A report by the Office for Budget Responsibility has forecast that the British economy will grow 0.9% his year, less than the 1.7% predicted earlier, 0.7% next year, and 2.1% in 2013. It also predicted that debt as a share of GDP would peak at 78% in the fiscal year ending in 2015, higher than the 71% initially predicted. The output gap is expected to persist well past 2017, and the November 2011 estimate shows it worsening since the March 2011 estimate.



The austerity and the squeeze on public spending is expected to take a heavy toll on the GDP growth, as seen by this graphic. The contributions of government compensation, procurement, and investment to the economic growth is set to decline strongly in the years ahead.



Given the inevitability of output contraction and the difficulty of accommodation due to fiscal space, the only immediate political economy issue of concern is how to mitigate adverse consequences of the the slowdown on the nation's population. Atleast on this count, all the aforementioned experiences show that austerity fails.

For more on the social impact of savage austerity, see this report on Lithuania. It achieved a fiscal adjustment of 9% of GDP by cutting public spending by 30% (incluing slashing public sector wages 20-30% and reducing pensions by as much as 11%), raising corporate taxes to 20% from 15%, value added tax from 18% to 21%, and also taxes on a wide variety of goods. In Britain, the wages of austerity are taking an increasing toll and the winter of discontent appears to be making a comeback with nationwide strikes and protests.

Update 1 (2/2/2012)

The FT writes that "after the initial stimulative boost, fiscal policy began to steadily contribute less and less to growth until finally becoming a drag for most of last year and part of the prior year. That’s why the federal contribution to growth is roughly a wash during the recovery."
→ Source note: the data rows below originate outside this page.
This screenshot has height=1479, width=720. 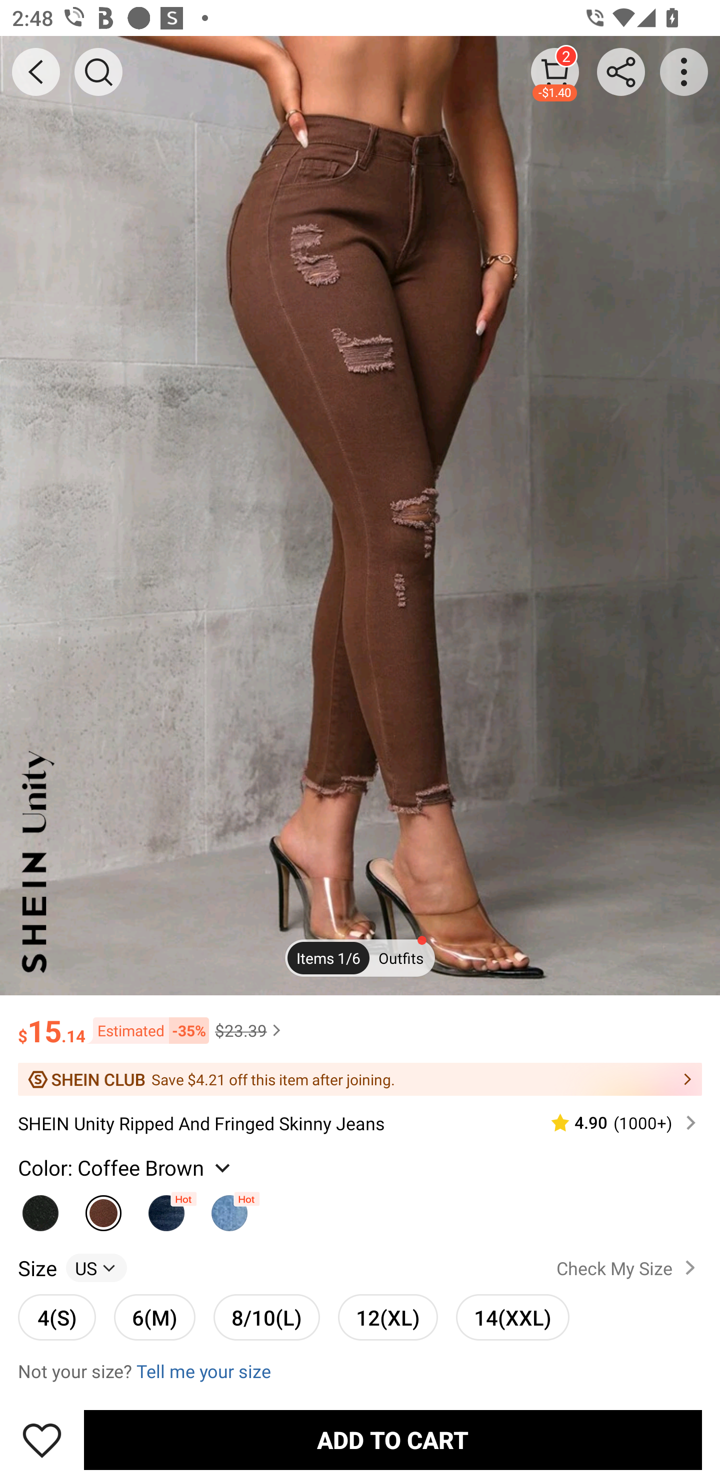 What do you see at coordinates (229, 1208) in the screenshot?
I see `Light Wash` at bounding box center [229, 1208].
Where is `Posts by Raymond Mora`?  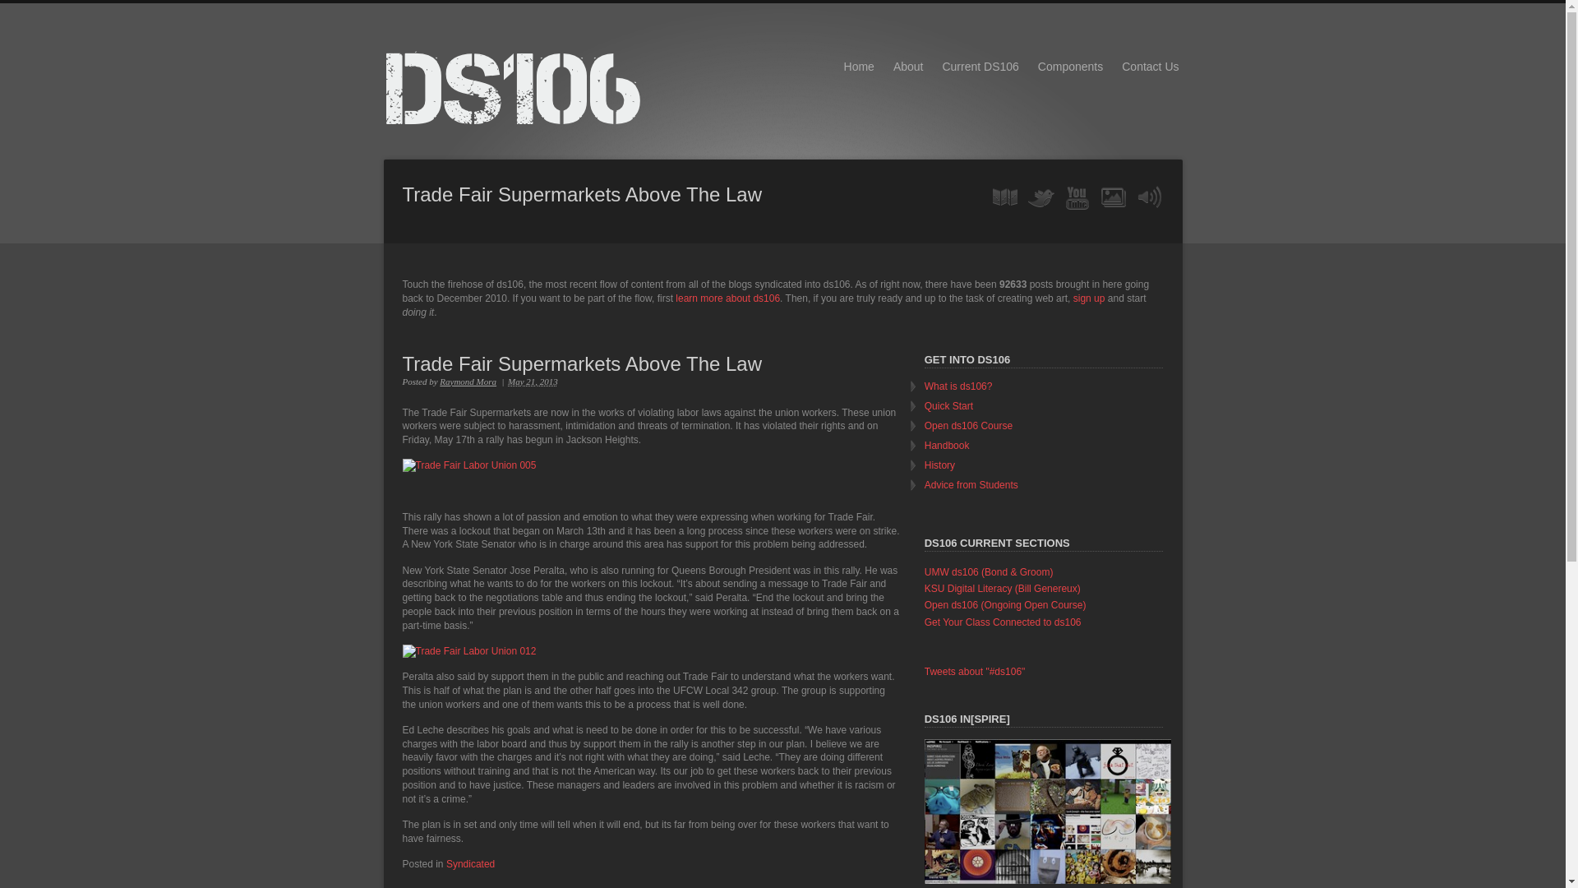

The CBPP graphic hilights the true magnitude of the austerity. In fact, the cuts backs in state and local government spending make it the worst period since 1944. As CBPP writes, "state and local governments have cut deeply their spending on schools and other public services for three straight years. In fact, economic output from state and local governments fell by 2.3 percent in 2011 — marking the steepest drop since the wartime economy of 1944. By reducing economic activity, these cuts have slowed the economic recovery."



David Leonhardt maps the evolution of the US economic growth over the past four years with respect to the trends in private and public sector consumption growth rates.

1 comment:

Haj Carr said...

I think you're right. Let me fix it.